Its a shame they did not organise this exhibition prior to the Launch of the movie, (which I havn't seen) it may have helped put BOS* I think I'd realy be more interested in seeing a three and a half hour movie about that hatbox
Thanks for the shots. I saw the film for the first time last night and I enjoyed it. The only bit of costuming I didn't like was Hugh's hat, which you see in the window above. Everyone else had great hats. I particularly liked the way the Aboriginal culture was woven into the story.
I haven't seen the movie yet either - I will though, it's been on my list for a while, and I'm not really a "hat guy" but I for one love the look of that hat. I have no idea of it's authenticity or whatever, but to me it looks extremely adventurous. I assume it's Akubra? Now to me Hugh's pants look too narrow for that time period.
The movie is more about a precocious Aborigine boy than either Kidman or Jackman's characters. Unfortunately he is perhaps the most annoying child ever put into a film, and spends the duration of the story yammering on in a stereotyped Pidgin English that makes him sound like a Native American character in a 1950s western movie. ("Gotta get cheeky bulls into big bloody metal ship!") Kidman and Jackman's characters are basically there to usher the kid's story along-- largely preventing it from becoming, as Luhrman had hoped, the "Australian 'Gone with the Wind.'"
The movie will also be somewhat insulting to anyone familiar with Australian-- or world-- history, as part of the climax and the death of a major supporting character hinge on a depiction of the Japanese engaging in a land invasion of Australia following the bombing of Darwin.
Australia was pretty lame. Apart from Nicole's riding apparel and that first suit (which I did love), it was nothing to it at all, not for me at least.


▶ How to complete this task
Could you output the entries that follow exactly, omitting any pictures they contain?

[Dataset excerpts — start]

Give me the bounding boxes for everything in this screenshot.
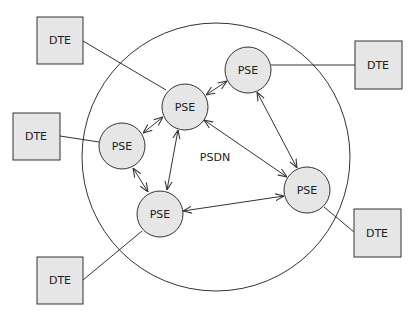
link-dte-left bbox=[60, 136, 99, 142]
dte-bottom-left: DTE bbox=[37, 257, 83, 304]
pse-bottom: PSE bbox=[137, 191, 183, 237]
link-dte-bottom-left bbox=[83, 231, 142, 280]
link-topright-right bbox=[257, 92, 297, 168]
link-left-bottom bbox=[133, 168, 148, 192]
link-bottom-right bbox=[183, 196, 284, 211]
pse-top-right: PSE bbox=[225, 47, 271, 93]
pse-label: PSE bbox=[150, 208, 171, 221]
dte-left: DTE bbox=[13, 113, 60, 160]
dte-label: DTE bbox=[366, 227, 388, 240]
network-diagram: DTE DTE DTE DTE DTE PSE PSE PSE PSE PSE … bbox=[0, 0, 416, 329]
pse-label: PSE bbox=[238, 64, 259, 77]
link-center-right bbox=[204, 120, 287, 177]
psdn-label: PSDN bbox=[200, 151, 230, 164]
pse-right: PSE bbox=[284, 167, 330, 213]
pse-left: PSE bbox=[99, 123, 145, 169]
link-center-topright bbox=[206, 81, 227, 95]
pse-label: PSE bbox=[175, 101, 196, 114]
dte-label: DTE bbox=[25, 130, 47, 143]
dte-top-left: DTE bbox=[37, 17, 83, 64]
dte-bottom-right: DTE bbox=[354, 209, 401, 257]
link-center-left bbox=[143, 117, 163, 133]
dte-label: DTE bbox=[367, 59, 389, 72]
pse-label: PSE bbox=[297, 184, 318, 197]
dte-top-right: DTE bbox=[355, 41, 402, 89]
link-center-bottom bbox=[167, 130, 178, 190]
pse-center: PSE bbox=[162, 84, 208, 130]
dte-label: DTE bbox=[49, 274, 71, 287]
link-dte-top-left bbox=[83, 41, 166, 90]
pse-label: PSE bbox=[112, 140, 133, 153]
dte-label: DTE bbox=[49, 34, 71, 47]
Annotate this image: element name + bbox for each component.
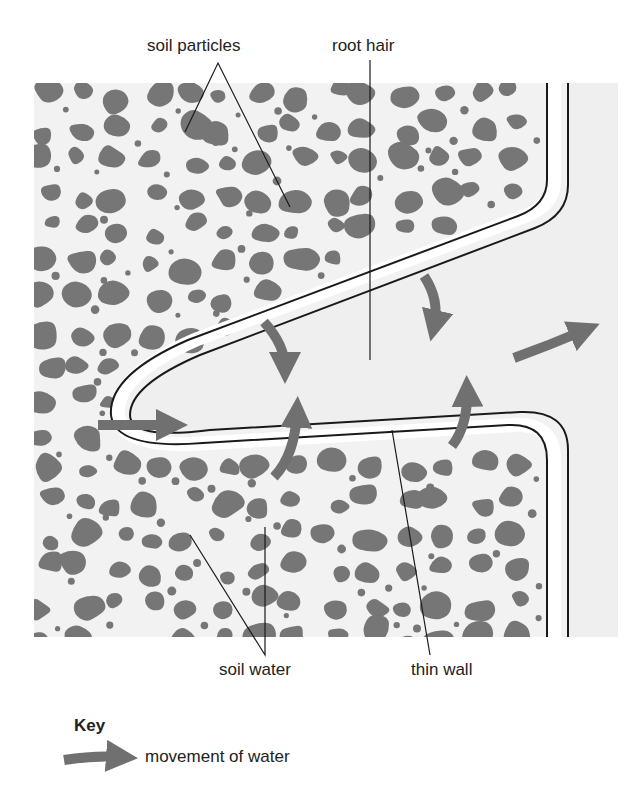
soil-particle-small — [56, 452, 62, 458]
soil-particle-small — [377, 175, 383, 181]
soil-particle-small — [452, 169, 458, 175]
soil-particle-small — [418, 165, 425, 172]
soil-particle-small — [493, 550, 500, 557]
soil-particle-small — [99, 349, 106, 356]
soil-particle-small — [193, 559, 201, 567]
soil-particle-small — [528, 509, 537, 518]
soil-particle-small — [349, 475, 356, 482]
soil-particle-small — [536, 583, 542, 589]
label-soil-particles: soil particles — [147, 36, 241, 56]
soil-particle-small — [54, 166, 60, 172]
soil-particle-small — [172, 477, 180, 485]
soil-particle — [217, 628, 232, 645]
soil-particle-small — [534, 476, 540, 482]
soil-particle-small — [106, 455, 112, 461]
soil-particle-small — [460, 106, 468, 114]
label-soil-water: soil water — [219, 660, 291, 680]
soil-particle-small — [449, 137, 457, 145]
soil-particle-small — [100, 216, 108, 224]
label-thin-wall: thin wall — [411, 660, 472, 680]
soil-particle — [431, 525, 453, 549]
soil-particle-small — [167, 587, 176, 596]
soil-particle-small — [425, 148, 431, 154]
soil-particle-small — [232, 146, 238, 152]
soil-particle-small — [273, 522, 281, 530]
soil-particle-small — [201, 622, 209, 630]
soil-particle-small — [208, 485, 216, 493]
key-arrow-icon — [64, 756, 122, 760]
soil-particle-small — [284, 613, 289, 618]
soil-particle-small — [169, 249, 174, 254]
soil-particle-small — [454, 622, 459, 627]
soil-particle-small — [126, 659, 134, 667]
soil-particle-small — [337, 545, 346, 554]
soil-particle-small — [245, 516, 251, 522]
soil-particle — [397, 636, 419, 652]
soil-particle — [100, 637, 118, 651]
soil-particle-small — [277, 649, 284, 656]
soil-particle — [29, 632, 48, 649]
soil-particle-small — [175, 313, 180, 318]
soil-particle — [136, 640, 152, 653]
soil-particle-small — [385, 585, 392, 592]
soil-particle-small — [94, 378, 102, 386]
soil-particle-small — [94, 169, 99, 174]
soil-particle-small — [312, 114, 317, 119]
soil-particle-small — [125, 270, 130, 275]
soil-particle-small — [428, 553, 434, 559]
root-hair-diagram — [0, 0, 638, 802]
soil-particle-small — [68, 578, 75, 585]
soil-particle-small — [176, 108, 181, 113]
soil-particle-small — [318, 272, 325, 279]
soil-particle-small — [421, 585, 426, 590]
soil-particle-small — [135, 140, 142, 147]
soil-particle-small — [164, 172, 170, 178]
soil-particle-small — [106, 622, 113, 629]
soil-particle-small — [487, 201, 495, 209]
soil-particle-small — [67, 513, 73, 519]
soil-particle-small — [242, 652, 247, 657]
soil-particle-small — [52, 272, 60, 280]
soil-particle — [283, 248, 320, 271]
soil-particle-small — [358, 589, 366, 597]
key-title: Key — [74, 716, 105, 736]
soil-particle-small — [174, 205, 179, 210]
soil-particle — [328, 629, 348, 642]
soil-particle-small — [534, 137, 541, 144]
soil-particle-small — [157, 519, 165, 527]
soil-particle-small — [138, 477, 146, 485]
soil-particle-small — [242, 588, 250, 596]
soil-particle-small — [131, 349, 138, 356]
soil-particle-small — [55, 626, 60, 631]
soil-particle-small — [52, 654, 61, 663]
soil-particle-small — [238, 245, 246, 253]
soil-particle-small — [413, 624, 421, 632]
soil-particle-small — [203, 655, 211, 663]
soil-particle-small — [248, 479, 256, 487]
soil-particle-small — [244, 277, 250, 283]
label-root-hair: root hair — [332, 36, 394, 56]
soil-particle-small — [286, 145, 292, 151]
soil-particle-small — [91, 305, 100, 314]
soil-particle-small — [236, 112, 241, 117]
soil-particle-small — [394, 622, 400, 628]
soil-particle — [364, 615, 389, 645]
soil-particle-small — [100, 410, 106, 416]
soil-particle — [25, 144, 51, 168]
key-item-label: movement of water — [145, 747, 290, 767]
soil-particle-small — [63, 107, 69, 113]
soil-particle-small — [536, 615, 542, 621]
soil-particle — [26, 322, 57, 350]
soil-particle-small — [274, 107, 282, 115]
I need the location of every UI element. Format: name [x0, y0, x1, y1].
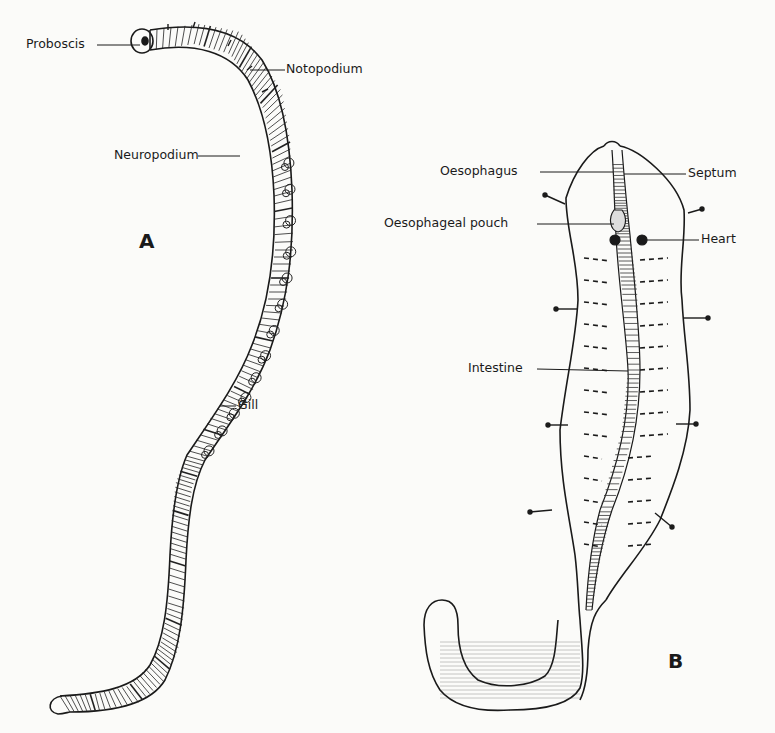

[Dataset excerpts — finish]

▶ Finished exercise
Give me the bounding boxes for everything in this screenshot.
link-dte-left bbox=[60, 136, 99, 142]
dte-bottom-left: DTE bbox=[37, 257, 83, 304]
pse-bottom: PSE bbox=[137, 191, 183, 237]
link-dte-bottom-left bbox=[83, 231, 142, 280]
link-topright-right bbox=[257, 92, 297, 168]
link-left-bottom bbox=[133, 168, 148, 192]
link-bottom-right bbox=[183, 196, 284, 211]
pse-top-right: PSE bbox=[225, 47, 271, 93]
pse-label: PSE bbox=[150, 208, 171, 221]
dte-left: DTE bbox=[13, 113, 60, 160]
dte-label: DTE bbox=[366, 227, 388, 240]
network-diagram: DTE DTE DTE DTE DTE PSE PSE PSE PSE PSE … bbox=[0, 0, 416, 329]
pse-label: PSE bbox=[238, 64, 259, 77]
link-center-right bbox=[204, 120, 287, 177]
psdn-label: PSDN bbox=[200, 151, 230, 164]
pse-right: PSE bbox=[284, 167, 330, 213]
pse-left: PSE bbox=[99, 123, 145, 169]
link-center-topright bbox=[206, 81, 227, 95]
pse-label: PSE bbox=[175, 101, 196, 114]
dte-label: DTE bbox=[25, 130, 47, 143]
dte-top-left: DTE bbox=[37, 17, 83, 64]
dte-bottom-right: DTE bbox=[354, 209, 401, 257]
link-center-left bbox=[143, 117, 163, 133]
dte-label: DTE bbox=[367, 59, 389, 72]
pse-label: PSE bbox=[297, 184, 318, 197]
dte-top-right: DTE bbox=[355, 41, 402, 89]
link-center-bottom bbox=[167, 130, 178, 190]
pse-center: PSE bbox=[162, 84, 208, 130]
dte-label: DTE bbox=[49, 274, 71, 287]
link-dte-top-left bbox=[83, 41, 166, 90]
pse-label: PSE bbox=[112, 140, 133, 153]
dte-label: DTE bbox=[49, 34, 71, 47]
Annotate this image: element name + bbox for each component.
soil-particle-small — [56, 452, 62, 458]
soil-particle-small — [377, 175, 383, 181]
soil-particle-small — [452, 169, 458, 175]
soil-particle-small — [418, 165, 425, 172]
soil-particle-small — [493, 550, 500, 557]
soil-particle-small — [99, 349, 106, 356]
soil-particle-small — [193, 559, 201, 567]
soil-particle-small — [528, 509, 537, 518]
soil-particle-small — [349, 475, 356, 482]
soil-particle-small — [536, 583, 542, 589]
label-soil-particles: soil particles — [147, 36, 241, 56]
soil-particle-small — [54, 166, 60, 172]
soil-particle-small — [172, 477, 180, 485]
soil-particle — [217, 628, 232, 645]
soil-particle-small — [534, 476, 540, 482]
soil-particle-small — [106, 455, 112, 461]
soil-particle-small — [460, 106, 468, 114]
label-soil-water: soil water — [219, 660, 291, 680]
soil-particle-small — [449, 137, 457, 145]
soil-particle-small — [100, 216, 108, 224]
label-thin-wall: thin wall — [411, 660, 472, 680]
soil-particle — [431, 525, 453, 549]
soil-particle-small — [167, 587, 176, 596]
soil-particle-small — [425, 148, 431, 154]
soil-particle-small — [232, 146, 238, 152]
soil-particle-small — [273, 522, 281, 530]
soil-particle-small — [201, 622, 209, 630]
soil-particle-small — [208, 485, 216, 493]
key-arrow-icon — [64, 756, 122, 760]
soil-particle-small — [284, 613, 289, 618]
soil-particle-small — [169, 249, 174, 254]
soil-particle-small — [454, 622, 459, 627]
soil-particle-small — [126, 659, 134, 667]
soil-particle-small — [337, 545, 346, 554]
soil-particle-small — [245, 516, 251, 522]
soil-particle — [397, 636, 419, 652]
soil-particle — [100, 637, 118, 651]
soil-particle-small — [277, 649, 284, 656]
soil-particle — [29, 632, 48, 649]
soil-particle-small — [175, 313, 180, 318]
soil-particle — [136, 640, 152, 653]
soil-particle-small — [385, 585, 392, 592]
soil-particle-small — [94, 378, 102, 386]
soil-particle-small — [94, 169, 99, 174]
soil-particle-small — [312, 114, 317, 119]
soil-particle-small — [125, 270, 130, 275]
soil-particle-small — [428, 553, 434, 559]
root-hair-diagram — [0, 0, 638, 802]
soil-particle-small — [68, 578, 75, 585]
soil-particle-small — [176, 108, 181, 113]
soil-particle-small — [318, 272, 325, 279]
soil-particle-small — [421, 585, 426, 590]
soil-particle-small — [135, 140, 142, 147]
soil-particle-small — [164, 172, 170, 178]
soil-particle-small — [106, 622, 113, 629]
soil-particle-small — [487, 201, 495, 209]
soil-particle-small — [67, 513, 73, 519]
soil-particle-small — [242, 652, 247, 657]
soil-particle-small — [52, 272, 60, 280]
soil-particle — [283, 248, 320, 271]
soil-particle-small — [358, 589, 366, 597]
key-title: Key — [74, 716, 105, 736]
soil-particle-small — [174, 205, 179, 210]
soil-particle — [328, 629, 348, 642]
soil-particle-small — [534, 137, 541, 144]
soil-particle-small — [157, 519, 165, 527]
soil-particle-small — [138, 477, 146, 485]
soil-particle-small — [242, 588, 250, 596]
soil-particle-small — [131, 349, 138, 356]
soil-particle-small — [55, 626, 60, 631]
soil-particle-small — [52, 654, 61, 663]
soil-particle-small — [238, 245, 246, 253]
soil-particle-small — [413, 624, 421, 632]
soil-particle-small — [203, 655, 211, 663]
soil-particle-small — [248, 479, 256, 487]
soil-particle-small — [244, 277, 250, 283]
label-root-hair: root hair — [332, 36, 394, 56]
soil-particle-small — [286, 145, 292, 151]
soil-particle-small — [91, 305, 100, 314]
soil-particle-small — [236, 112, 241, 117]
soil-particle-small — [394, 622, 400, 628]
soil-particle — [364, 615, 389, 645]
soil-particle-small — [100, 410, 106, 416]
soil-particle — [25, 144, 51, 168]
key-item-label: movement of water — [145, 747, 290, 767]
soil-particle-small — [63, 107, 69, 113]
soil-particle-small — [536, 615, 542, 621]
soil-particle — [26, 322, 57, 350]
soil-particle-small — [274, 107, 282, 115]
I need the location of every UI element. Format: name [x0, y0, x1, y1].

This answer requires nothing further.